Fixing the Bridges Won’t Solve Traffic Congestion

One of the core insights of political strategic is the need to set expectations.  Right now, the state is spending hundreds of millions of dollars to keep the Charles River bridges from falling into the river and (after being pressured by advocates) to re-align the surface layout to provide greater access and safety for pedestrians and cyclists.  Traffic on all the bridges has been congested for years, from long before the repair work began.  Actually, the problem is mostly caused by the crazy intersections and rotaries at the entrances and exits to the bridges, rather than on the bridge span itself – although we tend not to think of it in this way.

We have short memories; most people now associate the current traffic tie-ups with the repair work.  And most people assume that traffic will flow smoothly once the work is done.

But it won’t.  There are simply too many cars for the available road capacity.  And we’ve learned that building more roads just attracts more cars.  Congestion will remain.

The risk is that the public will blame the continuing back-ups on the allocation of road space for pedestrian or cyclist use.  They will not understand that the only solution to car jams is to reduce the number of single-person automobiles, and that every additional walker or bicyclists means one less car.  And instead of building on the multi-modal momentum created by the bridge work, the Commonwealth will retreat into another era of car-pandering design.

We need, therefore, to begin setting realistic expectations about what the bridge program will accomplish and, more importantly, what we must do to create an economically sustainable, environmentally non-destructive, health-supporting, and mobility-enhancing 21st century transportation – prioritize public transportation, walking, bicycling, and shared-use vehicles.  We have to create a coordinated system of facilities, incentives, and disincentives to encourage people to not drive alone.  As people as diverse as US Secretary of Transportation Ray LaHood to Boston Mayor Thomas Menino have said, “the car is no longer king.” 

Deep in America’s car-centric popular culture is the belief that we should not have to endure traffic congestion.  Our time is too valuable.  Our lives too rushed.  Traffic jams should be fixed; nothing should interfere with the free flow of our automobile, even if all we’re doing is rushing to the next red light.

For the past decade or so I have watched traffic pile up around the BU bridge  — actually, it wasn’t the bridge so much as the crazy intersections on both the Boston and Cambridge sides.  The back-up used to happen during rush hour on summer Friday’s as people headed out of town.  Then it started happening all year, then every day.  And in recent years, the traffic has coagulated along almost the entire length of Memorial Drive up to Harvard Square.  From about 3:30 to 7:00 PM it can take nearly half an hour to creep by car from the Brookline St. traffic circle to Fresh Pond Parkway.

On a bicycle it takes ten minutes.

And all this was going on before the state started repairing the bridges – although it is likely that most people now associate the traffic mess with the road work, and many probably think that the repairs are the cause of the problem.  In truth, the irrational spaghetti loops on the Boston side were always a problem, as was the poorly designed traffic circle on the Cambridge side which forced eight incoming lanes to repeated merge and separate while simultaneously crossing through each other.  A bigger problem is the lack of access from the Longwood Medical Area directly to the Mass Pike, which forces an ever-increasing number of cars to overwhelm the BU bridge area as they desperately fight their way to the highways.

Now we’re spending hundreds of millions of dollars to repair the bridges.  And it’s likely that people will expect the result of all that spending to be smooth running traffic.

But it won’t.

The repairs will make the bridge structure less likely to collapse.  They will make driving safer.  They will make the bridges and the approaches more welcoming and safer for pedestrians and bicyclists.  However, the ultimate cause of the congestion – too many cars, too many of which are occupied by only one person – will remain, hopefully ameliorated to some extent by frustrated drivers abandoning the increasingly time-consuming trip and finding some other method (or some other route) to get to work.

When he was in Boston, former Bogata Mayor Enrique Penalosa said that it is exactly where roads are the most clogged with cars that a lane should be reserved for high speed buses.  If road space is a limited resource, and if creating more roads will only expand the congestion, then the only solution is getting people to leave their personal cars at home.  But that can only happen if they have an alternative – the most important alternatives are car pools, high speed busses, and rail lines – as well as walking and bicycling.

This systemic approach is why LivableStreets was created as a multi-modal advocacy group.  It’s not about eliminating cars or forcing everyone to bike.  It’s about creating a more useful balance in the facilities and maintenance work given to each mode.

So our challenge is to help those motorists who aren’t able to find an alternative to their own car realize that their driving experience is made better, not worse, by the buses on the road, by the cyclists whizzing past, by the pedestrians cutting across the street.

And I look forward to the day that motorists roll down their windows to cheer me on as I cycle past them across the BU bridge.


§ YOUR TASK: Scan the entries that follow for the word "Hubs", then report every line in which it appears.

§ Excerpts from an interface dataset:
********************

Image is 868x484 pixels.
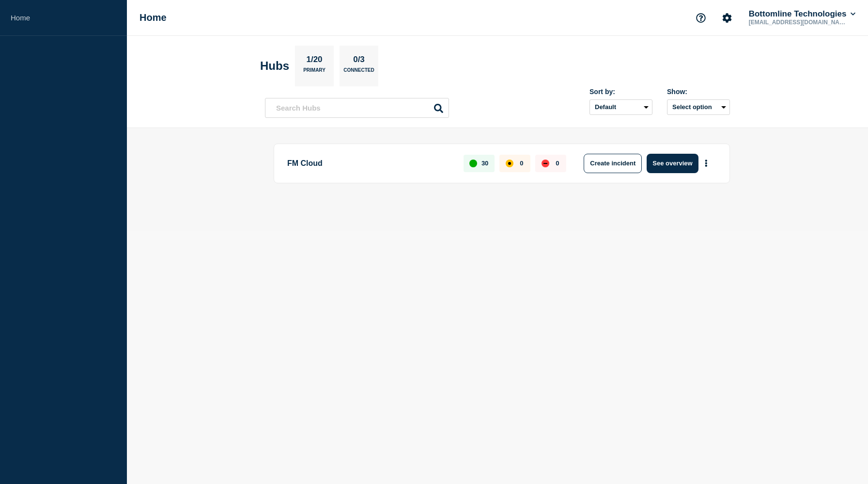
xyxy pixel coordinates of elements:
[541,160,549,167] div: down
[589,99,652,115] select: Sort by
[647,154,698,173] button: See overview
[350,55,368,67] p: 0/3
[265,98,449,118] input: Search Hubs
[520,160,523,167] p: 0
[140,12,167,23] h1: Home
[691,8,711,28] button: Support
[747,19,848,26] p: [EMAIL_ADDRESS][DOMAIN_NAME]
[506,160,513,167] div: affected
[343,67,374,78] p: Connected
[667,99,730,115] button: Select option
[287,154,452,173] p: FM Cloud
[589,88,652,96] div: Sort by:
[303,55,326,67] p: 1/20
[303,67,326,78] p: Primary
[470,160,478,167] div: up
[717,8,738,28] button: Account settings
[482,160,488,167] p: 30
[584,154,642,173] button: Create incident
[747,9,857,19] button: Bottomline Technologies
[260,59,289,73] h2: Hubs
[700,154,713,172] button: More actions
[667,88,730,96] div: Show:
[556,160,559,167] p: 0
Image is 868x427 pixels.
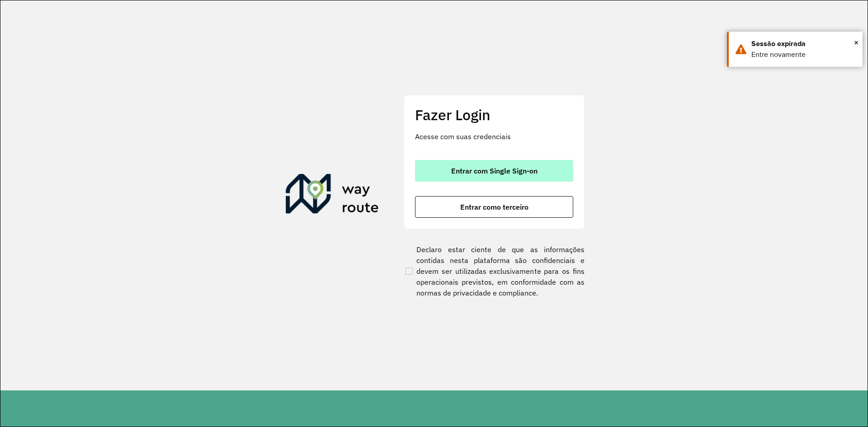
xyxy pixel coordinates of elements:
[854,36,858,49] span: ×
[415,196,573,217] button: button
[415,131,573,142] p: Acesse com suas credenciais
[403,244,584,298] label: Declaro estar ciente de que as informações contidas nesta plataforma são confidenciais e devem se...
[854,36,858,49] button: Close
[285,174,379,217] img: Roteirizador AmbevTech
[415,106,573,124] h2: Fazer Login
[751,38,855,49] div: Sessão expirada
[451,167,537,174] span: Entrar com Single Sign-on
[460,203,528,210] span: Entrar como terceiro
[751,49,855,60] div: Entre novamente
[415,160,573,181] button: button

********************

§ RESULT FOR THIS TASK:
[265,98,449,118] input: Search Hubs
[260,59,289,73] h2: Hubs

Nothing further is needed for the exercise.